Homeowners and Rising Interest Rates
Here is an article on rising mortgage rates and their effects for homeowners. In our market homes are still selling pretty fast and with Amazon and other companies coming to the area it seems it will maintain the pace. But with anything time will tell.
What do rising interest rates mean for homeowners?
Mortgage payments might go up, but the market as a whole will
likely shrug
Since the housing collapse 10 years ago, the U.S Federal Reserve
has maintained a loose monetary policy, keeping interest rates low and
providing easy access to credit.
But with the economy nearing full employment and corporate
America raking in record profits, the Fed’s policy is tightening. After years
of a fixed 30-year mortgage interest rate below 4 percent, that rate is now 4.5
percent. Anxiety over
rising interest rates was one of the factors that caused the recent stock market swings, and
it’s only a matter of time before rising rates seep into the housing market.

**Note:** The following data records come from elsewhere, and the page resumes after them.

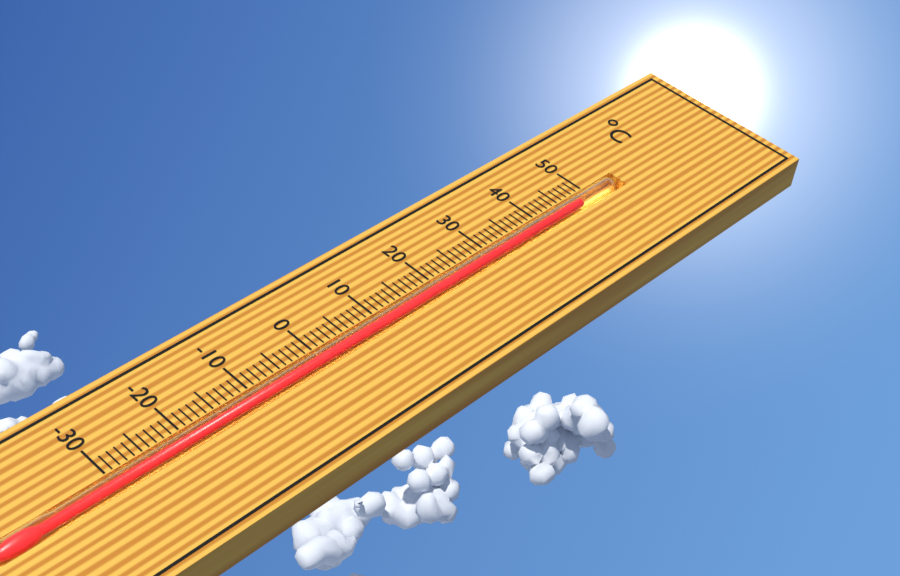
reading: 48 °C
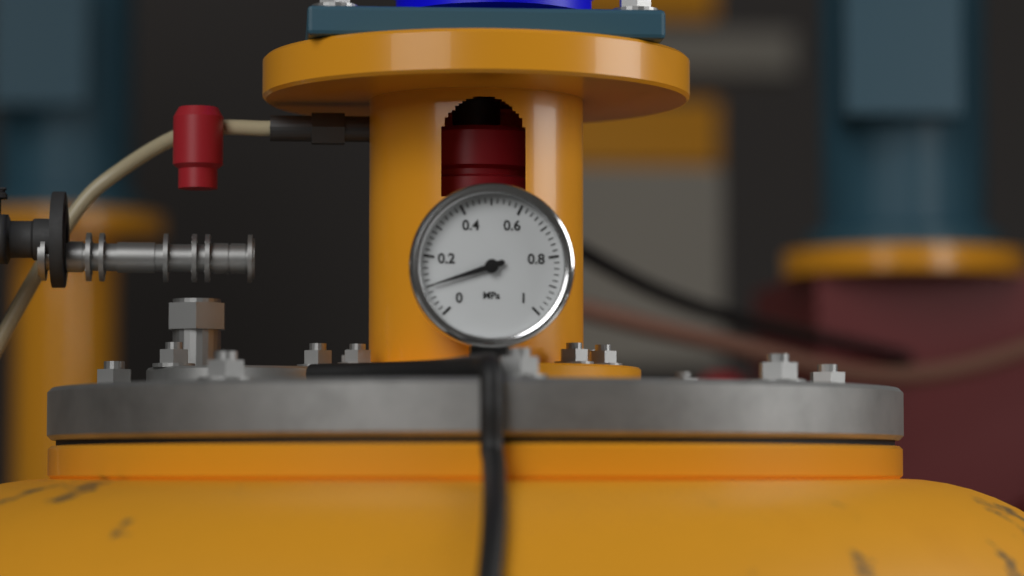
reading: 0.10 MPa
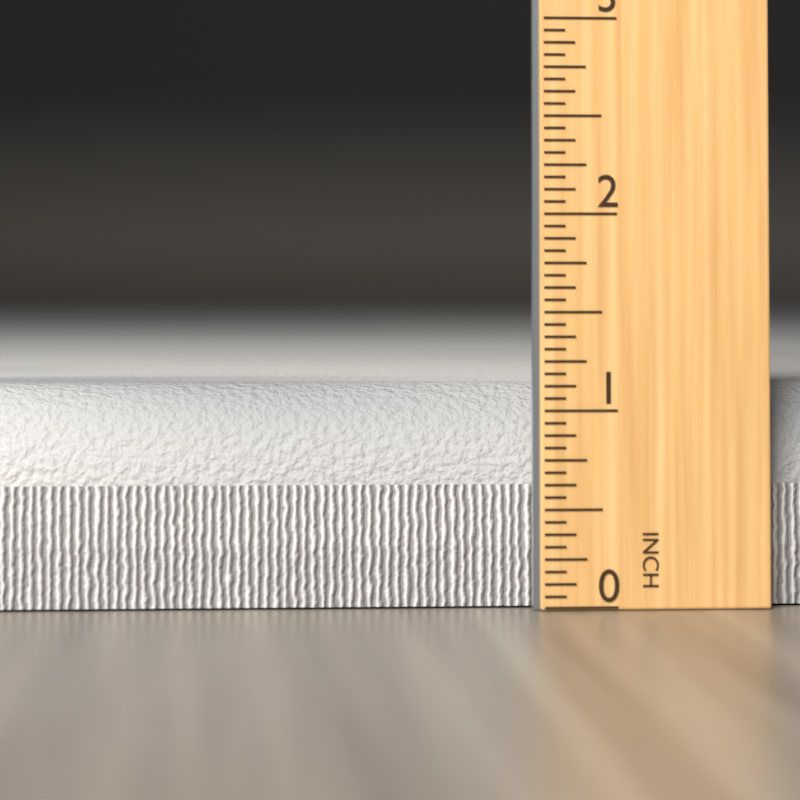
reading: 1.1250 in
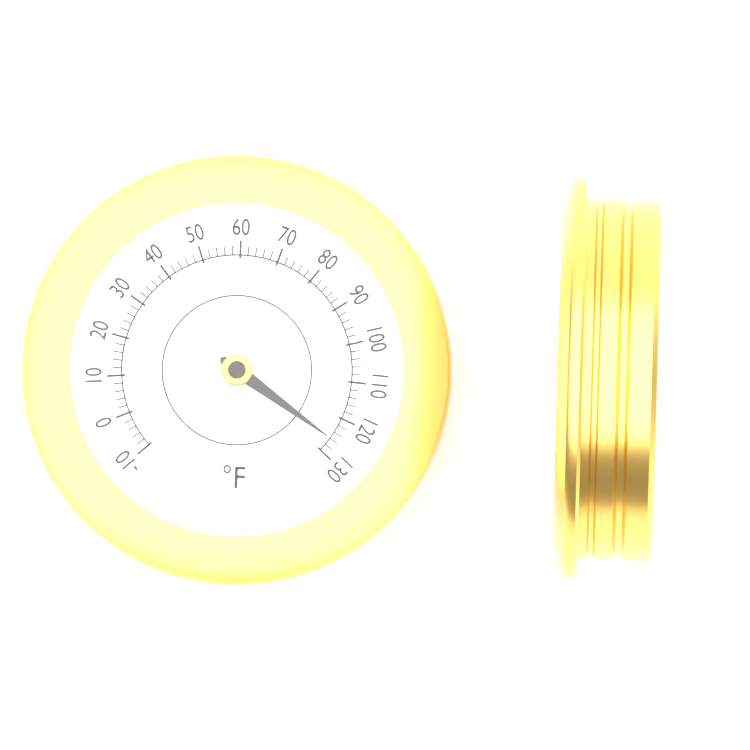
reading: 126 °F
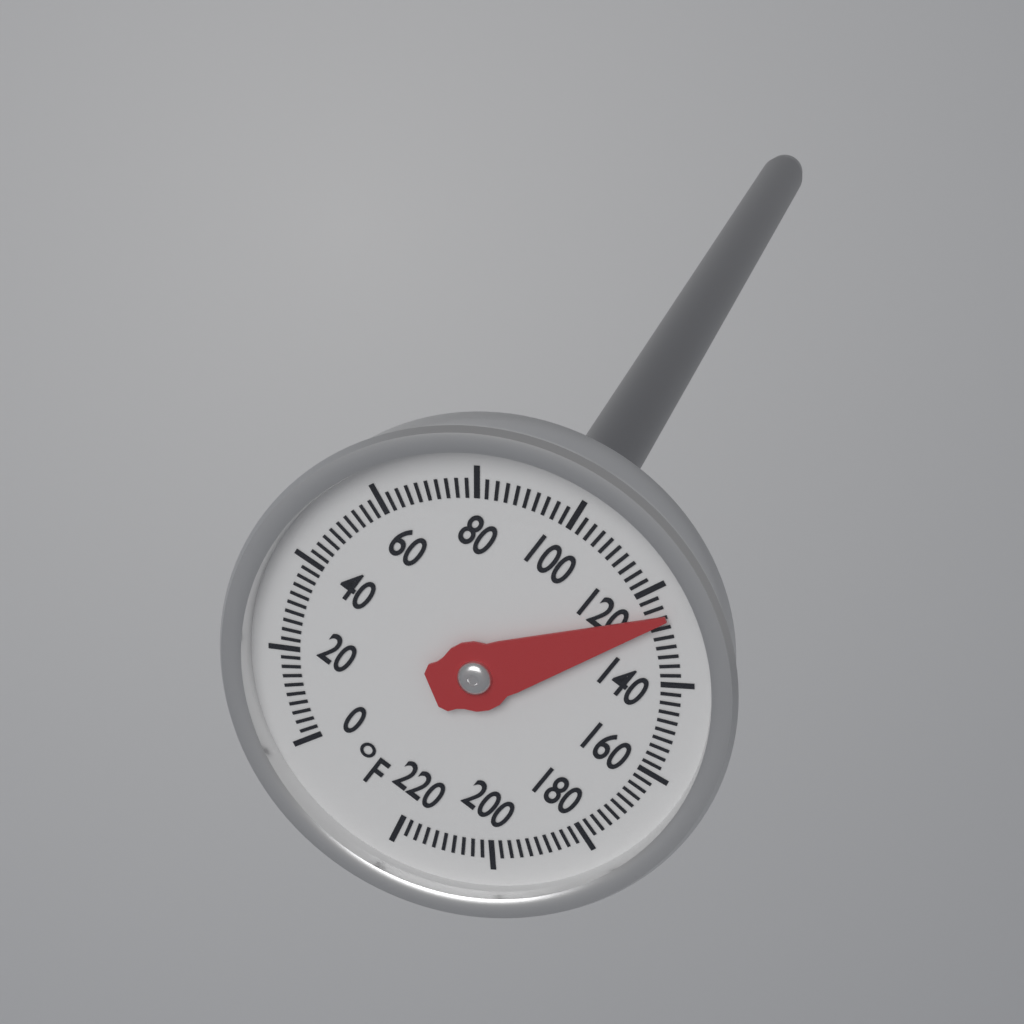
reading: 126 °F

For prospective homebuyers, rising rates might put some pressure
on finding a home sooner than later, as rates are unlikely to get better than
they are now. According to a recent survey by Redfin, 21
percent of respondents said rates passing 5 percent would increase the urgency
to buy a home, 27 percent said they’d slow their search to see if rates come
back down, and just 6 percent said they’d cancel their search for a home
altogether because of rising rates.
A sense of urgency would be justified because the lower the rate
a homebuyer can lock into, the easier it’ll be to make a monthly payment. For a
homeowner with a variable-rate mortgage, rising rates would lead to suddenly
higher mortgage payments.
CoreLogic built a model to
project what a typical monthly mortgage payment would be if the rates rose by
0.85 percentage points over the next year, which it calculated by averaging
multiple rate increase forecasts, including from Freddie Mac, Fannie Mae, and
the Mortgage Bankers Association.
The model assumes a 2.6 percent rise in real home prices. Taking
this into account, the typical monthly mortgage payment would rise from $804 to
$910, a 13.3 percent increase. However, when the projection is adjusted for
inflation, it’s still 36.4 percent below the all-time high of $1,263 set in
June 2006.
And for further context of the rate itself, even a dramatic rate
increase wouldn’t put it near all-time highs. It’s hard to imagine now, but in
the early 1980s, the fixed 30-year mortgage rate was about 18 percent. By the
1990s, it fell to about 10 percent and has steadily fallen ever since.
How a rate hike will affect home values and the market as a
whole is murkier. The tax bill passed in December has numerous implications for
housing that may not be fully realized for years to come. A new
cap on the mortgage interest deduction and the new cap on state and local
property tax deductions mean home prices in expensive coastal markets could see
home prices fall, although not necessarily making them more affordable.
Accurately assessing the impact of a margin rate hike at time
when multiple changes are playing out is difficult. But for what it’s worth,
CoreLogic doesn’t see much of a correlation between mortgage rates and home
prices and sales.
“If you look at the relationship between [mortgage] rates and
[home] sales and home prices, the relationship is almost zero,” said Sam
Khater, deputy chief economist at CoreLogic. “That’s shocking to most people.
Even real estate people and finance people, they don’t understand that.”